Walking further into the camps the word “why” came to mind, and has stuck with me this whole week, I suppose memory can be tenacious. But at the same time this, along with many other things, has driven me to my knees, and I’m thankful for that. Victor Hugo said, “There are thoughts which are prayers. There are moments when, whatever the posture of the body, the soul is on its knees.” In a different situation about a month ago I asked,

“What does love do?”

I suppose it mourns, endures, and doesn’t close its eyes. Love gets its feet dirty in a lonely garden and its hands bloody on a cross. Love doesn’t sleep sometimes, while at other times it gives rest when nothing else can. It longs for someone to be fed as much as you long to be fed, clothed as you are clothed, sheltered as you are sheltered.

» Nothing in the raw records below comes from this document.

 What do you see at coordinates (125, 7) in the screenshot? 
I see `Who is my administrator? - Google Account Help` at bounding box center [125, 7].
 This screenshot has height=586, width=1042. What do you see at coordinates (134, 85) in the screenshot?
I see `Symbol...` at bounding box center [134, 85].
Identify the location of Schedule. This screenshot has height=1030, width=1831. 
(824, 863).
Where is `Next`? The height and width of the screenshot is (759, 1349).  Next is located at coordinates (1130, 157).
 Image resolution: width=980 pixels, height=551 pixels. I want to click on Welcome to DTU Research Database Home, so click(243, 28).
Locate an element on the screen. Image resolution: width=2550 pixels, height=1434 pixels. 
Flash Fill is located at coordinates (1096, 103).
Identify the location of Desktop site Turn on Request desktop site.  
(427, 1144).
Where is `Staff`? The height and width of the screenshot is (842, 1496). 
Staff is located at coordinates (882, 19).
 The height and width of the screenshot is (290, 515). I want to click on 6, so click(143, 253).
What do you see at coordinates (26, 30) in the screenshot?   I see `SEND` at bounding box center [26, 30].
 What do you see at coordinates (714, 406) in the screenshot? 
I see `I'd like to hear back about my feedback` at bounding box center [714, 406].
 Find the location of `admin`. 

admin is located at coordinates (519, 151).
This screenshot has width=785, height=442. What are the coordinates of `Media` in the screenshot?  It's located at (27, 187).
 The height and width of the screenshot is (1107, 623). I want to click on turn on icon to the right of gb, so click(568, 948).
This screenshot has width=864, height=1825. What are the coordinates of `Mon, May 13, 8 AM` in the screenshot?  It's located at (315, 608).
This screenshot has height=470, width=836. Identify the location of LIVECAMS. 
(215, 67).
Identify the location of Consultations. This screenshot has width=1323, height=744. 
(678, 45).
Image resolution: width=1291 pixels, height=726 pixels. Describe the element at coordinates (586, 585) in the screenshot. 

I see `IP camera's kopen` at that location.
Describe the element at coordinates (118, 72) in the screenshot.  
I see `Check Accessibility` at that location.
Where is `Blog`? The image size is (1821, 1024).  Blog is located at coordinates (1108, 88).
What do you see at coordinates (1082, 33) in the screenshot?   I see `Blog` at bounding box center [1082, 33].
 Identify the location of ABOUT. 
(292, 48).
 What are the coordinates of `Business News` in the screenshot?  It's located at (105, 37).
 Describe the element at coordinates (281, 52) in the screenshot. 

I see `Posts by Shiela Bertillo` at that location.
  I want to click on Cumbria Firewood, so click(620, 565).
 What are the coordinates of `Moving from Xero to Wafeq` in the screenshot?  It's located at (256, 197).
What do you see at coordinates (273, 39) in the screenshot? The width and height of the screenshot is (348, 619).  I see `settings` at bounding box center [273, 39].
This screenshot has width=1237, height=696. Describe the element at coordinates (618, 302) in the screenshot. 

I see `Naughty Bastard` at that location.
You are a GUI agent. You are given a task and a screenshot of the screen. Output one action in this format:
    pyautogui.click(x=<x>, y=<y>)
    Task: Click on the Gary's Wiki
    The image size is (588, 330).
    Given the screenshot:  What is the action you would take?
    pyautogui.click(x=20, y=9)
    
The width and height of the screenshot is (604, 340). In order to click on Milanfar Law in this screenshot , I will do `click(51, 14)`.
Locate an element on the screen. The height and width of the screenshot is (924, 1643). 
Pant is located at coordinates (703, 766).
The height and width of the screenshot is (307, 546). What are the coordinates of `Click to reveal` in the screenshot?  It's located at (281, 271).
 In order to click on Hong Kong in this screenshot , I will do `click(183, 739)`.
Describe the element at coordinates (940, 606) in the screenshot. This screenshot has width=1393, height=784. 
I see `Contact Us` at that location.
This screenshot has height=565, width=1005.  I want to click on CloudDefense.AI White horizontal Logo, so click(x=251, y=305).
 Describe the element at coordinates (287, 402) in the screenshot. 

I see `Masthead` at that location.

So what does this mean? It means that when I read stories about 60 somali refugees being killed on the border of Ethiopia I will see the body of Omar, dead, and dead and dead again. Or if I read of 5,000 refugees granted status in the States I will see Omar’s smiling face leaving his camp for a new home. A face grants permanence to statistics and desperation to prayer. This is a strong theme in Jewish writing. In the Talmud it says that to kill one person it is like killing the entire human race, and to save one person is like saving all humanity.

The preciousness of one soul. oh God, teach us to see things in the light of eternity.

In other news, i leave tommarrow. crazy. i can hardly believe it. I'm excited and sad and content all at once. It has been such a gift to spend six weeks here. I read this in Nouwen's Genesee Diary yesterday and it sums up how I am doing, "Calmness, repose, even-mindedness, restful joy, gentleness: these are the feelings that describe best my present life. No great hostilities or dissapointments, no great anxieties about leaving or fear about returning home. Nothing of that. It is a grace filled time and God is close."

There is nothing like knowing that God's hand does not leave us, in spite of what we see, wrestle through, question, fail at, or triumph in. He is sufficient, and He is all we have.